Throughout the 9th, a few of us kept expecting news of a Rajapaksa regime fueled rebellion. News of the first open-air swearing in an Executive President was received with a mixture of concern and curiosity. What would it be like? What would the new President say? Was it safe? As hundreds flocked to Independence Square around half past six in the evening on the 9th, I feared the worst – a lone sniper, a grenade, a pistol or worse, a larger bomb, ending the new President’s life as soon as he ascended to office. Commandos, different to those we had seen in the morning, lined the area as the light faded. A friend, in late-stage pregnancy, had rushed to take a tuk-tuk to see the swearing in. Joggers and walkers, some foreign but most local, mixed with those who invaded the grounds. The mood was ebullient. Videos and photos of the swearing in capture a carnival of hope. Too many people crowded the area the President was being sworn in, and looked far more uncomfortable than we were. The tensest moments were when the new President arrived and the duration of his first speech, which was regularly interrupted by spontaneous cheer. The loudest cheer was at the moment, a few minutes in, the new President proclaimed he would be the last to hold the office.

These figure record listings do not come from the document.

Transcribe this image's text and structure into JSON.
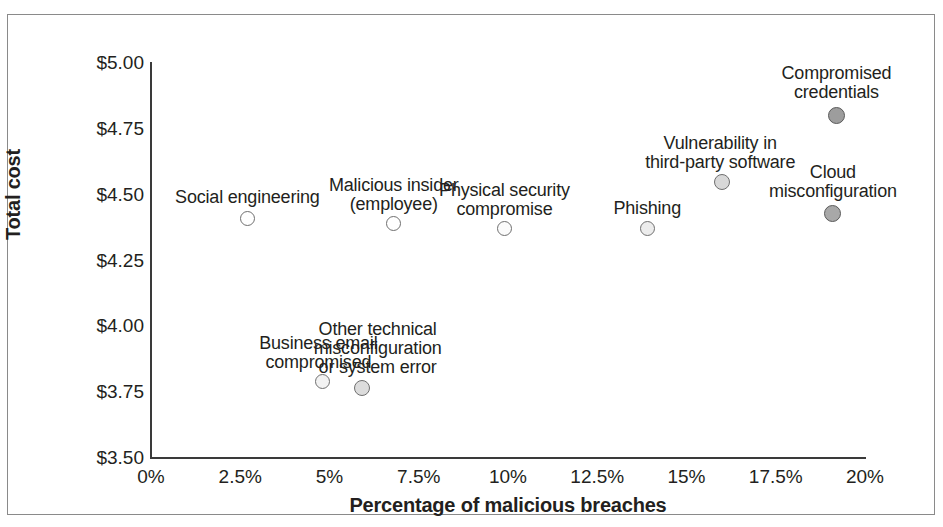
{
  "chart_data": {
    "type": "scatter",
    "title": "",
    "xlabel": "Percentage of malicious breaches",
    "ylabel": "Total cost",
    "xlim": [
      0,
      20
    ],
    "ylim": [
      3.5,
      5.0
    ],
    "grid": false,
    "legend": "none",
    "xticks": [
      "0%",
      "2.5%",
      "5%",
      "7.5%",
      "10%",
      "12.5%",
      "15%",
      "17.5%",
      "20%"
    ],
    "xtick_values": [
      0,
      2.5,
      5,
      7.5,
      10,
      12.5,
      15,
      17.5,
      20
    ],
    "yticks": [
      "$3.50",
      "$3.75",
      "$4.00",
      "$4.25",
      "$4.50",
      "$4.75",
      "$5.00"
    ],
    "ytick_values": [
      3.5,
      3.75,
      4.0,
      4.25,
      4.5,
      4.75,
      5.0
    ],
    "points": [
      {
        "label": "Social engineering",
        "label_lines": [
          "Social engineering"
        ],
        "x": 2.7,
        "y": 4.41,
        "marker_size": 15,
        "marker_fill": "#ffffff",
        "marker_stroke": "#6f6f6f",
        "label_dx": 0,
        "label_dy": -30
      },
      {
        "label": "Malicious insider (employee)",
        "label_lines": [
          "Malicious insider",
          "(employee)"
        ],
        "x": 6.8,
        "y": 4.39,
        "marker_size": 15,
        "marker_fill": "#ffffff",
        "marker_stroke": "#6f6f6f",
        "label_dx": 0,
        "label_dy": -48
      },
      {
        "label": "Physical security compromise",
        "label_lines": [
          "Physical security",
          "compromise"
        ],
        "x": 9.9,
        "y": 4.37,
        "marker_size": 15,
        "marker_fill": "#fbfbfb",
        "marker_stroke": "#6f6f6f",
        "label_dx": 0,
        "label_dy": -48
      },
      {
        "label": "Phishing",
        "label_lines": [
          "Phishing"
        ],
        "x": 13.9,
        "y": 4.37,
        "marker_size": 15,
        "marker_fill": "#ececec",
        "marker_stroke": "#6f6f6f",
        "label_dx": 0,
        "label_dy": -30
      },
      {
        "label": "Vulnerability in third-party software",
        "label_lines": [
          "Vulnerability in",
          "third-party software"
        ],
        "x": 16.0,
        "y": 4.55,
        "marker_size": 16,
        "marker_fill": "#d8d8d8",
        "marker_stroke": "#6f6f6f",
        "label_dx": -2,
        "label_dy": -48
      },
      {
        "label": "Compromised credentials",
        "label_lines": [
          "Compromised",
          "credentials"
        ],
        "x": 19.2,
        "y": 4.8,
        "marker_size": 17,
        "marker_fill": "#9d9d9d",
        "marker_stroke": "#5a5a5a",
        "label_dx": 0,
        "label_dy": -52
      },
      {
        "label": "Cloud misconfiguration",
        "label_lines": [
          "Cloud",
          "misconfiguration"
        ],
        "x": 19.1,
        "y": 4.43,
        "marker_size": 17,
        "marker_fill": "#a8a8a8",
        "marker_stroke": "#5a5a5a",
        "label_dx": 0,
        "label_dy": -50
      },
      {
        "label": "Business email compromised",
        "label_lines": [
          "Business email",
          "compromised"
        ],
        "x": 4.8,
        "y": 3.79,
        "marker_size": 15,
        "marker_fill": "#f2f2f2",
        "marker_stroke": "#6f6f6f",
        "label_dx": -4,
        "label_dy": -48
      },
      {
        "label": "Other technical misconfiguration or system error",
        "label_lines": [
          "Other technical",
          "misconfiguration",
          "or system error"
        ],
        "x": 5.9,
        "y": 3.765,
        "marker_size": 16,
        "marker_fill": "#dcdcdc",
        "marker_stroke": "#6f6f6f",
        "label_dx": 16,
        "label_dy": -68
      }
    ],
    "colors": {
      "axis": "#3a3a3a",
      "frame": "#8a8a8a",
      "text": "#231f20",
      "background": "#ffffff"
    }
  }
}
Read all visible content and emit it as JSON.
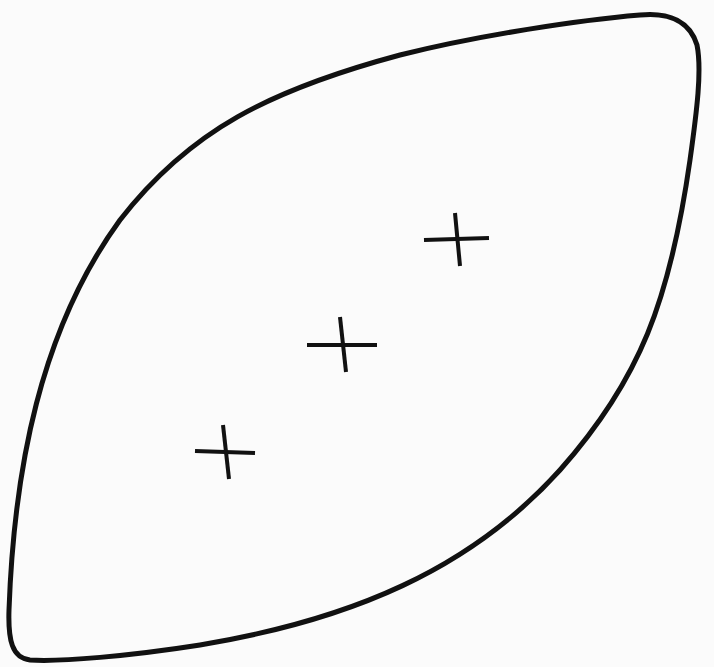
{
  "diagram": {
    "type": "lens-shaped closed outline with three cross marks",
    "stroke_color": "#111111",
    "background_color": "#fbfbfb",
    "outline": {
      "shape": "leaf / lens",
      "corners": [
        {
          "name": "top-right",
          "x": 688,
          "y": 18
        },
        {
          "name": "bottom-left",
          "x": 12,
          "y": 652
        }
      ]
    },
    "marks": [
      {
        "id": "mark-1",
        "symbol": "plus",
        "cx": 226,
        "cy": 452
      },
      {
        "id": "mark-2",
        "symbol": "plus",
        "cx": 343,
        "cy": 345
      },
      {
        "id": "mark-3",
        "symbol": "plus",
        "cx": 457,
        "cy": 238
      }
    ]
  }
}
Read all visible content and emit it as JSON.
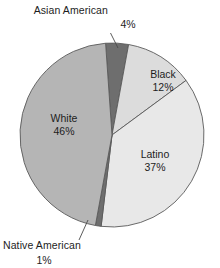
{
  "chart_data": {
    "type": "pie",
    "title": "",
    "subtitle": "",
    "xlabel": "",
    "ylabel": "",
    "legend_position": "none",
    "grid": false,
    "labels_show_percent": true,
    "categories": [
      "Asian American",
      "Black",
      "Latino",
      "Native American",
      "White"
    ],
    "values": [
      4,
      12,
      37,
      1,
      46
    ],
    "units": "%",
    "slices": [
      {
        "name": "Asian American",
        "label": "Asian American",
        "percent_text": "4%",
        "value": 4,
        "color": "#6e6e6e",
        "label_placement": "outside",
        "has_leader_line": true
      },
      {
        "name": "Black",
        "label": "Black",
        "percent_text": "12%",
        "value": 12,
        "color": "#dcdcdc",
        "label_placement": "inside",
        "has_leader_line": false
      },
      {
        "name": "Latino",
        "label": "Latino",
        "percent_text": "37%",
        "value": 37,
        "color": "#e8e8e8",
        "label_placement": "inside",
        "has_leader_line": false
      },
      {
        "name": "Native American",
        "label": "Native American",
        "percent_text": "1%",
        "value": 1,
        "color": "#6e6e6e",
        "label_placement": "outside",
        "has_leader_line": true
      },
      {
        "name": "White",
        "label": "White",
        "percent_text": "46%",
        "value": 46,
        "color": "#b5b5b5",
        "label_placement": "inside",
        "has_leader_line": false
      }
    ],
    "colors": {
      "asian_american": "#6e6e6e",
      "black": "#dcdcdc",
      "latino": "#e8e8e8",
      "native_american": "#6e6e6e",
      "white": "#b5b5b5",
      "outline": "#5a5a5a",
      "background": "#ffffff",
      "text": "#1d1d1d"
    }
  }
}
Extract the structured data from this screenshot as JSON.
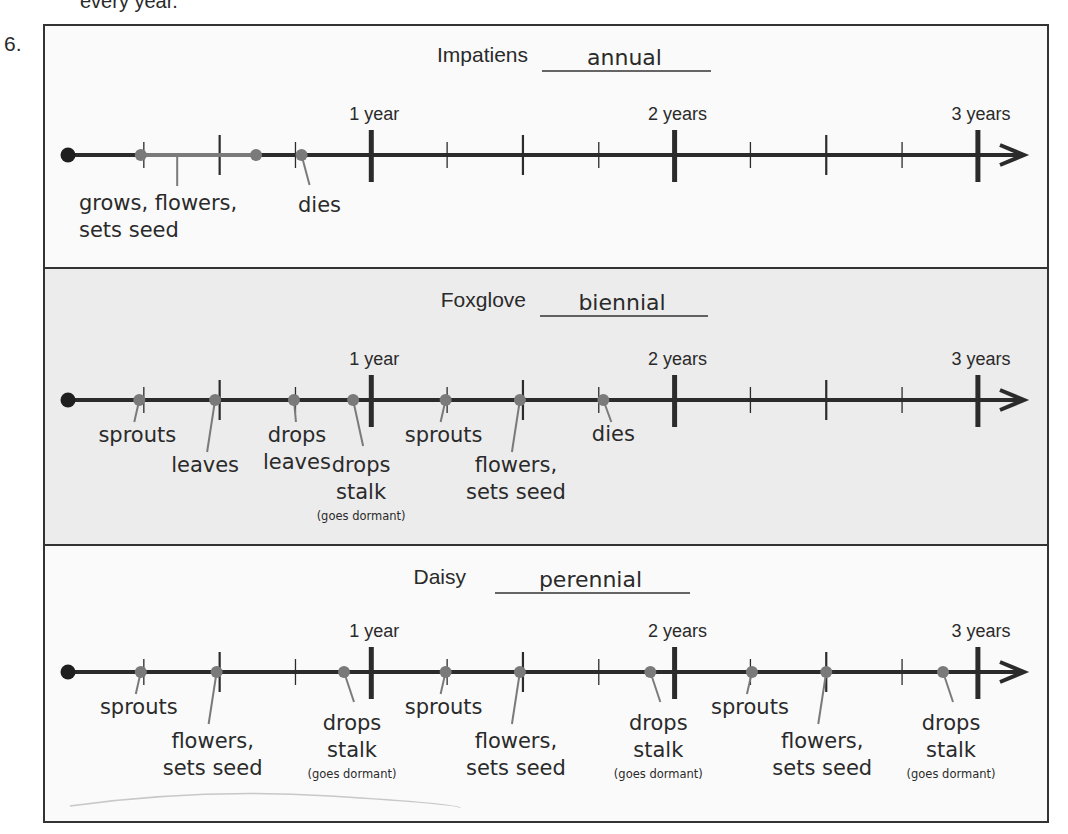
{
  "question_number": "6.",
  "header_fragment": "every year.",
  "colors": {
    "axis": "#2b2b2b",
    "event": "#7a7a7a",
    "panel_plain": "#fafafa",
    "panel_shaded": "#ececec",
    "border": "#333333"
  },
  "year_labels": [
    "1 year",
    "2 years",
    "3 years"
  ],
  "panels": [
    {
      "plant": "Impatiens",
      "answer": "annual",
      "shaded": false,
      "events": [
        {
          "at_years": 0.24,
          "label": [],
          "role": "span-start"
        },
        {
          "at_years": 0.62,
          "label": [],
          "role": "span-end"
        },
        {
          "at_years": 0.36,
          "label": [
            "grows, flowers,",
            "sets seed"
          ],
          "role": "span-label",
          "span": [
            0.24,
            0.62
          ]
        },
        {
          "at_years": 0.77,
          "label": [
            "dies"
          ]
        }
      ]
    },
    {
      "plant": "Foxglove",
      "answer": "biennial",
      "shaded": true,
      "events": [
        {
          "at_years": 0.235,
          "label": [
            "sprouts"
          ]
        },
        {
          "at_years": 0.485,
          "label": [
            "leaves"
          ]
        },
        {
          "at_years": 0.745,
          "label": [
            "drops",
            "leaves"
          ]
        },
        {
          "at_years": 0.94,
          "label": [
            "drops",
            "stalk"
          ],
          "note": "(goes dormant)"
        },
        {
          "at_years": 1.245,
          "label": [
            "sprouts"
          ]
        },
        {
          "at_years": 1.49,
          "label": [
            "flowers,",
            "sets seed"
          ]
        },
        {
          "at_years": 1.765,
          "label": [
            "dies"
          ]
        }
      ]
    },
    {
      "plant": "Daisy",
      "answer": "perennial",
      "shaded": false,
      "events": [
        {
          "at_years": 0.24,
          "label": [
            "sprouts"
          ]
        },
        {
          "at_years": 0.49,
          "label": [
            "flowers,",
            "sets seed"
          ]
        },
        {
          "at_years": 0.91,
          "label": [
            "drops",
            "stalk"
          ],
          "note": "(goes dormant)"
        },
        {
          "at_years": 1.245,
          "label": [
            "sprouts"
          ]
        },
        {
          "at_years": 1.49,
          "label": [
            "flowers,",
            "sets seed"
          ]
        },
        {
          "at_years": 1.92,
          "label": [
            "drops",
            "stalk"
          ],
          "note": "(goes dormant)"
        },
        {
          "at_years": 2.255,
          "label": [
            "sprouts"
          ]
        },
        {
          "at_years": 2.5,
          "label": [
            "flowers,",
            "sets seed"
          ]
        },
        {
          "at_years": 2.885,
          "label": [
            "drops",
            "stalk"
          ],
          "note": "(goes dormant)"
        }
      ]
    }
  ]
}
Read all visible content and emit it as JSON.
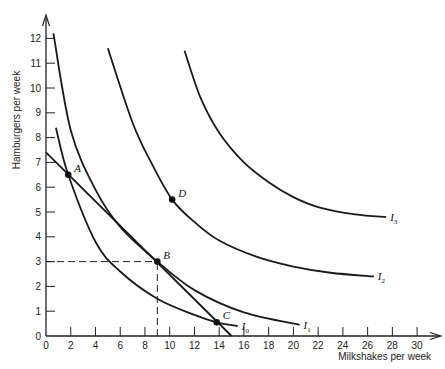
{
  "chart_data": {
    "type": "line",
    "title": "",
    "xlabel": "Milkshakes per week",
    "ylabel": "Hamburgers per week",
    "xlim": [
      0,
      30
    ],
    "ylim": [
      0,
      12
    ],
    "x_ticks": [
      0,
      2,
      4,
      6,
      8,
      10,
      12,
      14,
      16,
      18,
      20,
      22,
      24,
      26,
      28,
      30
    ],
    "y_ticks": [
      0,
      1,
      2,
      3,
      4,
      5,
      6,
      7,
      8,
      9,
      10,
      11,
      12
    ],
    "grid": false,
    "legend": "none (curves labeled inline)",
    "series": [
      {
        "name": "I0",
        "label_main": "I",
        "label_sub": "0",
        "kind": "indifference curve",
        "points": [
          [
            0.8,
            8.4
          ],
          [
            1.8,
            6.5
          ],
          [
            4,
            3.8
          ],
          [
            6,
            2.6
          ],
          [
            9,
            1.5
          ],
          [
            12,
            0.85
          ],
          [
            13.8,
            0.55
          ],
          [
            15.5,
            0.4
          ]
        ]
      },
      {
        "name": "I1",
        "label_main": "I",
        "label_sub": "1",
        "kind": "indifference curve",
        "points": [
          [
            0.6,
            12.2
          ],
          [
            2,
            8.3
          ],
          [
            4,
            5.9
          ],
          [
            6,
            4.4
          ],
          [
            9,
            3.0
          ],
          [
            12,
            1.85
          ],
          [
            16,
            0.95
          ],
          [
            20.5,
            0.45
          ]
        ]
      },
      {
        "name": "I2",
        "label_main": "I",
        "label_sub": "2",
        "kind": "indifference curve",
        "points": [
          [
            5,
            11.6
          ],
          [
            7,
            8.6
          ],
          [
            8.5,
            7.0
          ],
          [
            10.2,
            5.5
          ],
          [
            12,
            4.6
          ],
          [
            14,
            3.85
          ],
          [
            17,
            3.2
          ],
          [
            20,
            2.8
          ],
          [
            23,
            2.55
          ],
          [
            26.5,
            2.4
          ]
        ]
      },
      {
        "name": "I3",
        "label_main": "I",
        "label_sub": "3",
        "kind": "indifference curve",
        "points": [
          [
            11.2,
            11.5
          ],
          [
            12.5,
            9.6
          ],
          [
            14,
            8.2
          ],
          [
            16,
            7.0
          ],
          [
            18,
            6.2
          ],
          [
            20,
            5.6
          ],
          [
            22,
            5.2
          ],
          [
            25,
            4.9
          ],
          [
            27.5,
            4.8
          ]
        ]
      },
      {
        "name": "Budget line",
        "kind": "budget constraint",
        "points": [
          [
            0,
            7.4
          ],
          [
            15,
            0
          ]
        ]
      }
    ],
    "annotations": [
      {
        "label": "A",
        "x": 1.8,
        "y": 6.5
      },
      {
        "label": "B",
        "x": 9,
        "y": 3
      },
      {
        "label": "C",
        "x": 13.8,
        "y": 0.55
      },
      {
        "label": "D",
        "x": 10.2,
        "y": 5.5
      }
    ],
    "reference_lines": [
      {
        "type": "dashed",
        "from": [
          0,
          3
        ],
        "to": [
          9,
          3
        ]
      },
      {
        "type": "dashed",
        "from": [
          9,
          0
        ],
        "to": [
          9,
          3
        ]
      }
    ]
  }
}
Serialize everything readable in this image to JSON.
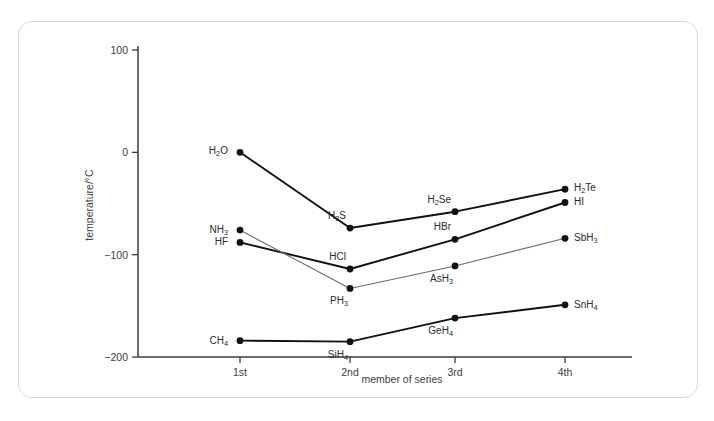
{
  "figure": {
    "top_cut_text": "",
    "bottom_caption": ""
  },
  "chart_data": {
    "type": "line",
    "title": "",
    "xlabel": "member of series",
    "ylabel": "temperature/°C",
    "categories": [
      "1st",
      "2nd",
      "3rd",
      "4th"
    ],
    "x_tick_labels": [
      "1st",
      "2nd",
      "3rd",
      "4th"
    ],
    "y_tick_labels": [
      "100",
      "0",
      "−100",
      "−200"
    ],
    "y_tick_values": [
      100,
      0,
      -100,
      -200
    ],
    "ylim": [
      -200,
      100
    ],
    "xlim": [
      0.4,
      4.35
    ],
    "grid": false,
    "legend": false,
    "legend_position": "none",
    "series": [
      {
        "name": "group 16 hydrides",
        "style": "thick",
        "values": [
          0,
          -74,
          -58,
          -36
        ],
        "point_labels": [
          "H₂O",
          "H₂S",
          "H₂Se",
          "H₂Te"
        ],
        "points": [
          {
            "formula_main": "H",
            "formula_sub": "2",
            "formula_tail": "O",
            "label": "H₂O",
            "x_cat": "1st",
            "y": 0
          },
          {
            "formula_main": "H",
            "formula_sub": "2",
            "formula_tail": "S",
            "label": "H₂S",
            "x_cat": "2nd",
            "y": -74
          },
          {
            "formula_main": "H",
            "formula_sub": "2",
            "formula_tail": "Se",
            "label": "H₂Se",
            "x_cat": "3rd",
            "y": -58
          },
          {
            "formula_main": "H",
            "formula_sub": "2",
            "formula_tail": "Te",
            "label": "H₂Te",
            "x_cat": "4th",
            "y": -36
          }
        ]
      },
      {
        "name": "group 17 hydrides",
        "style": "thick",
        "values": [
          -88,
          -114,
          -85,
          -49
        ],
        "point_labels": [
          "HF",
          "HCl",
          "HBr",
          "HI"
        ],
        "points": [
          {
            "formula_main": "HF",
            "formula_sub": "",
            "formula_tail": "",
            "label": "HF",
            "x_cat": "1st",
            "y": -88
          },
          {
            "formula_main": "HCl",
            "formula_sub": "",
            "formula_tail": "",
            "label": "HCl",
            "x_cat": "2nd",
            "y": -114
          },
          {
            "formula_main": "HBr",
            "formula_sub": "",
            "formula_tail": "",
            "label": "HBr",
            "x_cat": "3rd",
            "y": -85
          },
          {
            "formula_main": "HI",
            "formula_sub": "",
            "formula_tail": "",
            "label": "HI",
            "x_cat": "4th",
            "y": -49
          }
        ]
      },
      {
        "name": "group 15 hydrides",
        "style": "thin",
        "values": [
          -76,
          -133,
          -111,
          -84
        ],
        "point_labels": [
          "NH₃",
          "PH₃",
          "AsH₃",
          "SbH₃"
        ],
        "points": [
          {
            "formula_main": "NH",
            "formula_sub": "3",
            "formula_tail": "",
            "label": "NH₃",
            "x_cat": "1st",
            "y": -76
          },
          {
            "formula_main": "PH",
            "formula_sub": "3",
            "formula_tail": "",
            "label": "PH₃",
            "x_cat": "2nd",
            "y": -133
          },
          {
            "formula_main": "AsH",
            "formula_sub": "3",
            "formula_tail": "",
            "label": "AsH₃",
            "x_cat": "3rd",
            "y": -111
          },
          {
            "formula_main": "SbH",
            "formula_sub": "3",
            "formula_tail": "",
            "label": "SbH₃",
            "x_cat": "4th",
            "y": -84
          }
        ]
      },
      {
        "name": "group 14 hydrides",
        "style": "thick",
        "values": [
          -184,
          -185,
          -162,
          -149
        ],
        "point_labels": [
          "CH₄",
          "SiH₄",
          "GeH₄",
          "SnH₄"
        ],
        "points": [
          {
            "formula_main": "CH",
            "formula_sub": "4",
            "formula_tail": "",
            "label": "CH₄",
            "x_cat": "1st",
            "y": -184
          },
          {
            "formula_main": "SiH",
            "formula_sub": "4",
            "formula_tail": "",
            "label": "SiH₄",
            "x_cat": "2nd",
            "y": -185
          },
          {
            "formula_main": "GeH",
            "formula_sub": "4",
            "formula_tail": "",
            "label": "GeH₄",
            "x_cat": "3rd",
            "y": -162
          },
          {
            "formula_main": "SnH",
            "formula_sub": "4",
            "formula_tail": "",
            "label": "SnH₄",
            "x_cat": "4th",
            "y": -149
          }
        ]
      }
    ]
  }
}
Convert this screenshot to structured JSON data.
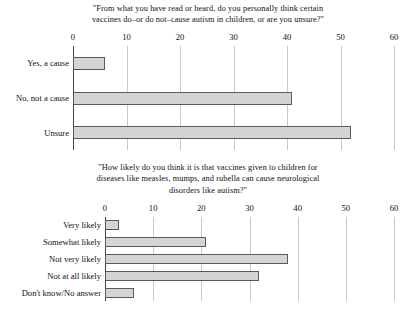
{
  "chart_data": [
    {
      "type": "bar",
      "orientation": "horizontal",
      "title": "\"From what you have read or heard, do you personally think certain vaccines do–or do not–cause autism in children, or are you unsure?\"",
      "title_lines": [
        "\"From what you have read or heard, do you personally think certain",
        "vaccines do–or do not–cause autism in children, or are you unsure?\""
      ],
      "categories": [
        "Yes, a cause",
        "No, not a cause",
        "Unsure"
      ],
      "values": [
        6,
        41,
        52
      ],
      "xlabel": "",
      "ylabel": "",
      "xlim": [
        0,
        60
      ],
      "xticks": [
        0,
        10,
        20,
        30,
        40,
        50,
        60
      ],
      "xtick_labels": [
        "0",
        "10",
        "20",
        "30",
        "40",
        "50",
        "60"
      ],
      "grid": true,
      "legend": false,
      "bar_fill": "#d4d4d4",
      "bar_edge": "#5a5a5a"
    },
    {
      "type": "bar",
      "orientation": "horizontal",
      "title": "\"How likely do you think it is that vaccines given to children for diseases like measles, mumps, and rubella can cause neurological disorders like autism?\"",
      "title_lines": [
        "\"How likely do you think it is that vaccines given to children for",
        "diseases like measles, mumps, and rubella can cause neurological",
        "disorders like autism?\""
      ],
      "categories": [
        "Very likely",
        "Somewhat likely",
        "Not very likely",
        "Not at all likely",
        "Don't know/No answer"
      ],
      "values": [
        3,
        21,
        38,
        32,
        6
      ],
      "xlabel": "",
      "ylabel": "",
      "xlim": [
        0,
        60
      ],
      "xticks": [
        0,
        10,
        20,
        30,
        40,
        50,
        60
      ],
      "xtick_labels": [
        "0",
        "10",
        "20",
        "30",
        "40",
        "50",
        "60"
      ],
      "grid": true,
      "legend": false,
      "bar_fill": "#d4d4d4",
      "bar_edge": "#5a5a5a"
    }
  ]
}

And then he left, seemingly with all our adrenaline too. The effects of close upon 48 hours of sleeplessness, anxiety, fear and near-constant tension resulted in the relatively quick dissipation of the crowds once the ceremony was concluded. Everyone took selfies, photos and videos. At night that day was the first full realization, beyond incredulity and residual fear, that a new chapter had dawned, and the Rajapaksa regime was over. No one expected it. No one.

In the campaign to elect the common candidate against the incumbent, an organic, extremely diverse collective of individuals, with no common politics or links save for an interest in facilitating the end of the Mahinda Rajapaksa Presidency, came together to architect and action a guerrilla campaign using social media to counter the then government’s propaganda. It is now known that PM Modi’s social media guru was present in the country to help the Rajapaksas. We had only our own skills and networks. From talented graphic designers to data scientists, cartoonists to writers, this collective – which had no head, no organizational hierarchy and wasn’t headquartered in any physical location - took on spin, rumour, falsehood and propaganda manufactured by the regime and responded to it, blow for blow, fire with fire. With no access to any mainstream media, Facebook and WhatsApp were two primary tools in content dissemination, plus a handful of websites that ran critical content. From large billboards all over Colombo with grotesque images of LTTE atrocities and the capture of private media through fear and murder to the complete transformation of state media as propaganda arms, the Rajapaksa regime did what it could to thwart democratic process and electoral institutions.

It didn’t work. Which is to say, electoral outcomes, even with the best-laid plans, often tend to surprise pollsters and pundits alike. Arguably, elections are in Sri Lanka the closest one gets to an emotional pandemic, where heart rules over mind and tick or preference is made more by reflex, not reflection. But that’s not an excuse to stay at home and disengage. One can fear the outcome but still vote with hope. Please vote. We simply mustn’t go back to how things were, just a few years ago.